In the app, you can change the font style and text as well as the color theme. You can search for text, listen to your book via text-to-speech, and set a timer to go off when you want to stop reading. Pressing down on a word lets you copy it, translate, define it, search for it, share it, mark it, or hear it read aloud. You can also view chapter headings, bookmarks, notes, and other items.
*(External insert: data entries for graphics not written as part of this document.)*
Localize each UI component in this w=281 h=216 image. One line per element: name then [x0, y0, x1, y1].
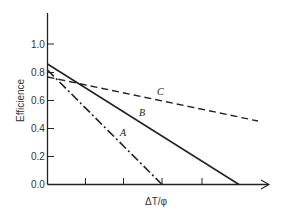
- y-tick-label: 0.4: [31, 123, 45, 134]
- y-tick-label: 0.8: [31, 67, 45, 78]
- series-b-label: B: [139, 107, 145, 118]
- series-c-label: C: [157, 86, 164, 97]
- chart: 0.0 0.2 0.4 0.6 0.8 1.0 Efficience ΔT/φ …: [0, 0, 281, 216]
- y-tick-label: 0.2: [31, 151, 45, 162]
- series-a-line: [48, 70, 163, 185]
- y-tick-label: 1.0: [31, 39, 45, 50]
- y-tick-label: 0.6: [31, 95, 45, 106]
- y-ticks: [48, 44, 55, 157]
- series-a-label: A: [119, 127, 127, 138]
- x-ticks: [86, 178, 203, 185]
- y-tick-label: 0.0: [31, 179, 45, 190]
- series-b-line: [48, 64, 240, 185]
- x-axis-label: ΔT/φ: [145, 196, 168, 207]
- y-axis-label: Efficience: [15, 78, 26, 122]
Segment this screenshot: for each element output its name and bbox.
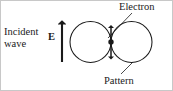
- pattern-label: Pattern: [104, 75, 134, 86]
- incident-label-line1: Incident: [4, 26, 38, 37]
- electron-label: Electron: [119, 1, 155, 12]
- electron-dot-icon: [108, 39, 113, 44]
- incident-label-line2: wave: [4, 38, 26, 49]
- electric-field-label: E: [48, 31, 55, 42]
- figure-container: Incident wave E Electron Pattern: [0, 0, 173, 91]
- figure-border: [1, 1, 173, 91]
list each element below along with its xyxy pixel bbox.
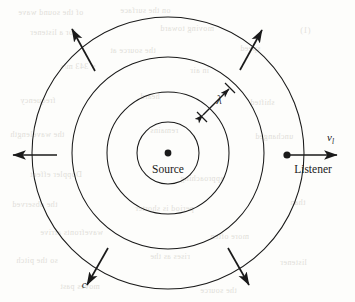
source-point xyxy=(165,150,172,157)
wavefront-arrow-upper-left xyxy=(0,0,94,229)
wavefront-arrow-upper-right-shaft xyxy=(240,30,262,70)
speed-of-sound-label: c xyxy=(82,279,87,290)
wavelength-label: λ xyxy=(215,93,221,107)
wavefront-arrow-lower-right-shaft xyxy=(228,248,249,285)
wavefront-arrow-upper-left-shaft xyxy=(72,29,95,71)
wavefront-arrow-lower-left-shaft xyxy=(87,248,108,285)
velocity-subscript: l xyxy=(332,137,334,146)
source-label: Source xyxy=(152,163,184,175)
doppler-wavefront-diagram: Source c λ Listener vl xyxy=(0,0,355,302)
wavelength-tick-inner xyxy=(197,112,207,122)
listener-label: Listener xyxy=(294,163,332,175)
listener-velocity-label: vl xyxy=(327,131,334,146)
The basic version is free, while a premium subscription with Auto Scroll and more features runs $4.49 for three months or $14.99 for a full year.

FullReader

Geared for Android only, FullReader allows you to pull in a variety of different ebooks from your device or from the cloud. The app supports many different formats, including ePUB, PDF, mobi, txt, doc, docx, and HTML. You can scan for books stored on your device and then import the ones you want to read. For books stored in the cloud, you can connect to Google Drive, Dropbox, and Microsoft OneDrive, and download them to your device.

While you’re reading a book, you can tweak the font style and size, text color, background color, brightness, and theme. The advanced settings allow you to play with the layout, spacing, alignment, page turning, and other elements. You can view chapter headings and jump to a specific chapter. Pressing down on a word brings up a menu where you can highlight it, translate it, or share it. You can even make voice notes and hear the book read aloud to you.

PocketBook Reader

Aimed at iOS/iPadOS and Android devices, PocketBook Reader lets you grab books from its own store, those stored on your device, those saved in the cloud (Dropbox, Google Drive, and PocketBook Cloud), and those downloaded from Google Books. The app supports both ebooks and audiobooks in 26 different formats, such as ePUB, mobi, PDF, RTF, text, HTML, MP3, and M4B.

Tweaking the app is challenging at first. Press down on the screen, and a circle pops up with icons for different features but with no indication what each one does. Still, the app offers a range of settings. You can change the font style and size, brightness, colors, margins, reading mode, and other attributes. You can also bookmark pages, jump to a specific page, and hear the book read aloud. Pressing down on a word allows you to highlight it, search for it, or define it. Instead of dealing with the icons, you can jump directly to the Settings screen to tweak the app.